NOONAN | Ukraine’s precarious geopolitical position

Most of us don’t know much about today’s Ukraine. One point is certain: Ukraine’s story today cannot be disentangled from Ukraine’s history since it became a part of the Soviet Union in 1922 – shortly after the Russian Revolution of 1917 and the German revolution of 1918-1919 between right-wing Freikorps military and left-wing communist and socialist parties.
These events and conflicts are one hundred years old but as alive today as at any time. They’re burned into the hearts and minds of contemporary Ukrainians, Russians and Germans. US policy is dangerously and unnecessarily greasing the fires.
There’s a reason Russia doesn’t want Ukraine to join NATO. And there’s a reason Germany sent 5,000 military helmets to Ukraine instead of posting several thousand troops to Poland on Ukraine’s border.
Germany, sensibly, doesn’t want war or any military action between NATO and Russia. And it’s not just because of an oil and gas pipeline, which in itself is a ridiculous reason to go to war in a time of climate change. Haven’t we had enough of those wars anyway?
Germany sensibly doesn’t want to go to war across Poland and into Ukraine to fight Russia because it did that from 1941 to 1945 with disastrous results for every country in the path.
Ukraine, like Poland, is one of the geographically and economically disadvantaged countries between western Europe and Russia. It’s been the stomping ground of the French in the Napoleonic Wars and the Germans in World Wars I and II. Ukraine was starved out by Stalin in the 1930s in his industrialization policy that forced collectivization of Ukraine’s agriculture to feed Russia’s burgeoning industrial centers.
Ukraine has never been lucky. Its people probably thought they hit the nadir when Germany’s Wehrmacht burned its villages to the ground, stole its wealth, and slaughtered its populations – including millions of Jews on its way to Moscow in 1941. But no, Ukrainians then experienced the retreating Wehrmacht burning more villages, stealing more wealth and slaughtering more population on its retreat in 1943.
Germany, eighty years later but still in vivid and immediate memory of those who re-built Ukraine after the war, has much to regret and much to remember as it forms today’s policies. The Russians experienced the same German brutality that didn’t end on its territory until Germany’s expulsion from Stalingrad with the ignominious surrender of the Wehrmacht’s 6thArmy and the retreat of its remaining fighting forces into Crimea.
Ukraine’s luck, of course, didn’t turn for the better after the war. It became the storage site for the Soviet’s nuclear arms and Chernobyl, the Soviet’s blown up and exceedingly toxic nuclear power plant. Anyone alive in 1986 remembers the radioactivity floating west over Scandinavia, western Europe and then to the United States.
Ukraine has good reason to distrust Europe to the west and Russia to the east. Russia has plenty of reason to distrust NATO, organized to contain its communist economic system that has since broken down. Why is NATO still in existence, even? It’s here because the US has never given up its resistance to Russia, continues to see Russia as an existential threatand is doing everything possible to ensure that Russia becomes an existential threat.
Is it in the US interest to encourage Russia and China to partner up? Russia and China, who were enemies not so long ago, are enjoying each other’s company immensely at the Winter Olympics.
Meanwhile, the US throws more grease on the fire. It accuses Russia of a “false flag war,” that old Nazi trick in Poland that started World War II. It claims that Russia’s accumulation of military presence on Ukraine’s eastern border means imminent invasion at the same time as Russia’s president Vladimir Putin was being entertained in China. Does that make sense to anyone?
There is a policy that can change this dynamic. Finland and Austria are examples. They are neutral in the east-west competition and they are thriving. Russia hasn’t been in either country since after World War II. Both countries trade in both directions.
Even Ukraine’s president, Volodymyr Zelensky, does not want a war with Russia. What would that do other than ruin his country one more time? The US needs to lower its guns and its temperature toward Russia.
Anyone for world peace?
Paula Noonan owns Colorado Capitol Watch, the state’s premier legislature tracking platform.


(DESCRIPTION OF THE TASK): Write out once more the lines running from the top of the entries below to the line with "This screenshot has", both ends included.

(LISTED ENTRIES):
════════════════

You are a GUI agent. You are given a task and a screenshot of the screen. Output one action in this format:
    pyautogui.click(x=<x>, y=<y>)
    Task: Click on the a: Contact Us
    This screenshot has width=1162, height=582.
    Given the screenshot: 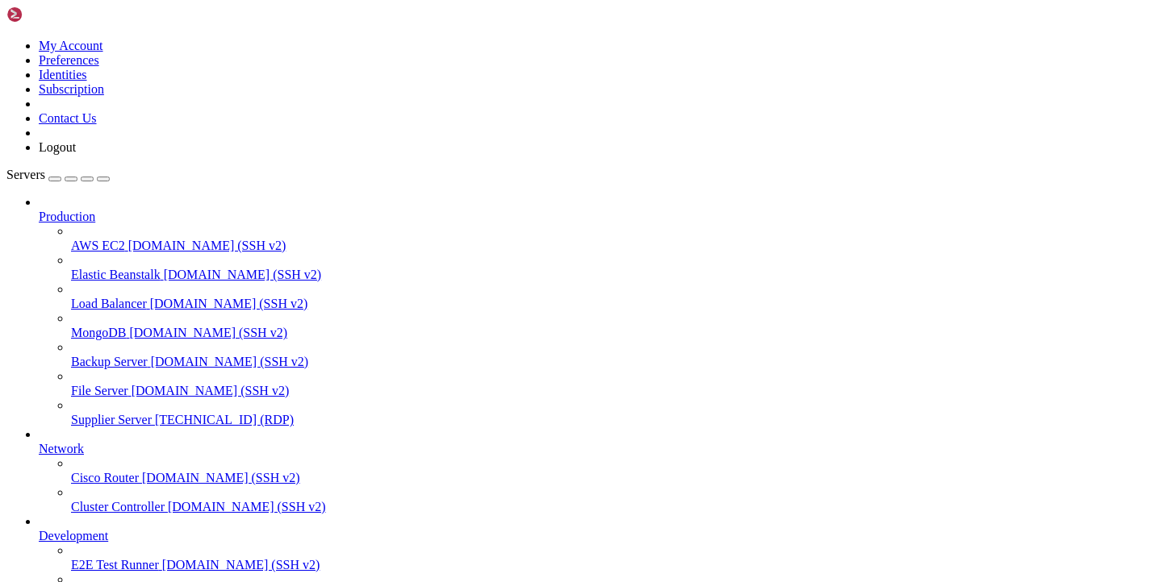 What is the action you would take?
    pyautogui.click(x=68, y=118)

════════════════

(ANSWER AREA):
You are a GUI agent. You are given a task and a screenshot of the screen. Output one action in this format:
    pyautogui.click(x=<x>, y=<y>)
    Task: Click on the a: Contact Us
    This screenshot has width=1162, height=582.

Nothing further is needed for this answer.